You broke your word.

Cassia frowned. But perhaps, it wasn’t too late. Perhaps she might manage to sneak back into the house without his seeing her and simply evade his questions as to where she had been all that time. She just needed to get herself back to Seagrave House as quickly as she possibly could.

Cassia tucked the key to her father’s office that she’d gotten from Clydesworthe safely into the lining pocket of her cloak and headed out of the building.

She tried to avoid crossing anyone’s path, ducking into an alcove when she heard someone else approaching.

She waited until they were well away, and even a few minutes after, before moving out of the shadows once again.

If anyone saw her, chanced to recognize her, it could prove disastrous, particularly when news of her father’s petition to the king making her sole heiress to the Seagrave estate became public.

Nothing of any consequence was left to secrecy for long in this city for the grand and glorious people of the court seemed to revel in discovering everybody else’s most hidden secrets.

Knowing the rumors that would be flying about Whitehall, of how she was a murderess who had viciously killed her own father for the fortune he so na?vely had left to her, Cassia could not risk being seen so near to his offices now.

Any activity that appeared even remotely covert or unusual would only be cause for more suspicion.

She already had more than she could manage of that.
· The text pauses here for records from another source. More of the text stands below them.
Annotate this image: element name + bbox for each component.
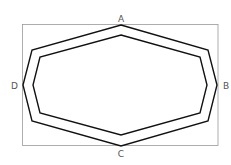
label-a: A <box>118 14 125 24</box>
inner-octagon <box>33 35 207 135</box>
label-b: B <box>223 81 229 91</box>
outer-octagon <box>23 25 217 146</box>
bounding-rectangle <box>23 25 219 146</box>
label-d: D <box>11 81 18 91</box>
label-c: C <box>118 149 124 159</box>
octagon-diagram: A B C D <box>0 0 231 165</box>
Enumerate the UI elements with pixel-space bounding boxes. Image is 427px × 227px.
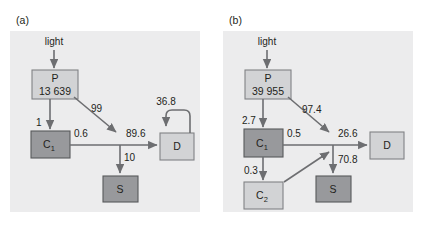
panel-b-flow-c1-junction: 0.5	[287, 128, 301, 139]
panel-b-flow-c1-c2: 0.3	[244, 165, 258, 176]
panel-b-node-d-label: D	[383, 139, 391, 151]
panel-b-node-s-label: S	[329, 183, 336, 195]
figure-container: (a) (b) light P 13 639 1 99 C1 0.6 89	[0, 0, 427, 227]
panel-b-flow-p-c1: 2.7	[242, 115, 256, 126]
panel-b-diagram: light P 39 955 2.7 97.4 C1 0.5 0.3 C2	[0, 0, 427, 227]
panel-b-light-label: light	[258, 36, 277, 47]
panel-b-flow-junction-s: 70.8	[338, 154, 358, 165]
panel-b-flow-junction-d: 26.6	[338, 128, 358, 139]
panel-b-flow-p-junction: 97.4	[302, 104, 322, 115]
panel-b-node-p-label: P	[264, 72, 271, 84]
panel-b-node-p-value: 39 955	[252, 85, 284, 97]
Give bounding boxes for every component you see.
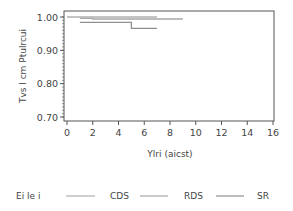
- y-tick-label: 1.00: [37, 12, 58, 23]
- plot-frame: [64, 11, 274, 121]
- series-lines: [67, 17, 183, 28]
- y-tick-label: 0.80: [37, 78, 58, 89]
- x-tick-label: 8: [167, 127, 173, 138]
- x-tick-label: 2: [90, 127, 96, 138]
- legend: Ei le i CDS RDS SR: [16, 191, 269, 201]
- y-axis: 0.700.800.901.00: [37, 12, 64, 123]
- x-axis-label: Ylri (aicst): [146, 149, 192, 159]
- series-sr: [80, 22, 157, 28]
- legend-label-rds: RDS: [184, 191, 203, 201]
- x-tick-label: 10: [190, 127, 202, 138]
- y-axis-label: Tvs l cm Ptulrcui: [18, 29, 28, 104]
- series-rds: [80, 18, 183, 19]
- survival-chart: 0.700.800.901.00 0246810121416 Tvs l cm …: [0, 0, 293, 211]
- y-tick-label: 0.90: [37, 45, 58, 56]
- x-tick-label: 16: [267, 127, 279, 138]
- legend-label-cds: CDS: [110, 191, 129, 201]
- x-tick-label: 4: [115, 127, 121, 138]
- x-axis: 0246810121416: [64, 121, 279, 138]
- x-tick-label: 0: [64, 127, 70, 138]
- plot-border: [64, 11, 274, 121]
- legend-title: Ei le i: [16, 191, 40, 201]
- x-tick-label: 14: [241, 127, 253, 138]
- y-tick-label: 0.70: [37, 112, 58, 123]
- legend-label-sr: SR: [257, 191, 269, 201]
- x-tick-label: 6: [141, 127, 147, 138]
- x-tick-label: 12: [215, 127, 227, 138]
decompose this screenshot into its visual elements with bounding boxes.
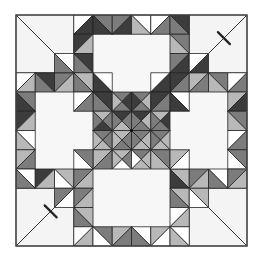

Pulling the hood of her cloak over her head, Cassia slowly opened the door onto the street.

Outside, the cobblestoned courtyard in front of the Horse Guards was teeming with people all milling about.

Since it was just after the noon hour, carriages were awaiting their noble passengers to take them back to their dwellings in the city.

Coachmen were shouting crude obscenities to each other.

Some were waving their horsewhips high in the air as they fought for a forward position closest to the footpath so as to keep their masters from having to walk among the muck that littered the area.

Cassia struggled to see her driver through the crush. She’d asked him kindly and had paid him well to wait for her to return. After some searching, she finally located him parked alongside the roadway near the Holbein Gate entrance clear on the other side of the courtyard.

He did not seem to notice her standing there.

Rather than attempt to wave him down and thereby draw unwanted attention, Cassia began weaving her way through the people and coaches to make her way across the courtyard to him.

In trying to keep her hood in place and watch where and into what she might be stepping, she was bumped and jostled by the prancing horses and the other people in the busy area.

When she was finally within a short distance of her waiting coach, she noticed the driver starting to pull away, heading, it seemed, in the opposite direction.

No! Wait!

Cassia tried to hurry to catch him, pushing at a fidgeting bay who had backed up against her and, in the process of trying to veer away and avoid stepping in an unsightly pile of horse muck, her hood fell back off her head.

By now, Cassia was more concerned with stopping the fleeing coach, thinking she was about to be left there at the palace.

She started to call out to the driver when, suddenly, something struck her squarely between her shoulders.

She tumbled forward onto the cobbles, managing to break her fall with her hands. She lay for a moment, stunned, then struggled to rise to her feet. It was then she saw another coach, this one gleaming black and pulled by a team of matching blacks, barreling straight for her.

Cassia froze.

Her gaze locked on the pounding, flashing hooves that were galloping straight at her. She realized she would be trampled in moments and could do nothing about it.

But then, two strong hands somehow lifted her from where she lay prone on the ground, pulling her to safety just as the coach came racing by exactly at the spot where she had fallen. Had she still been there, she’d surely have been crushed beneath it.

Cassia turned, heart pounding, ready to thank the kind gentleman who had surely just saved her life when a familiar voice breathed close to her ear.

“I was wrong, Lady Cassia, when I said earlier that you were not a foolish woman. Only a fool would have done something quite as stupid as what you just did.”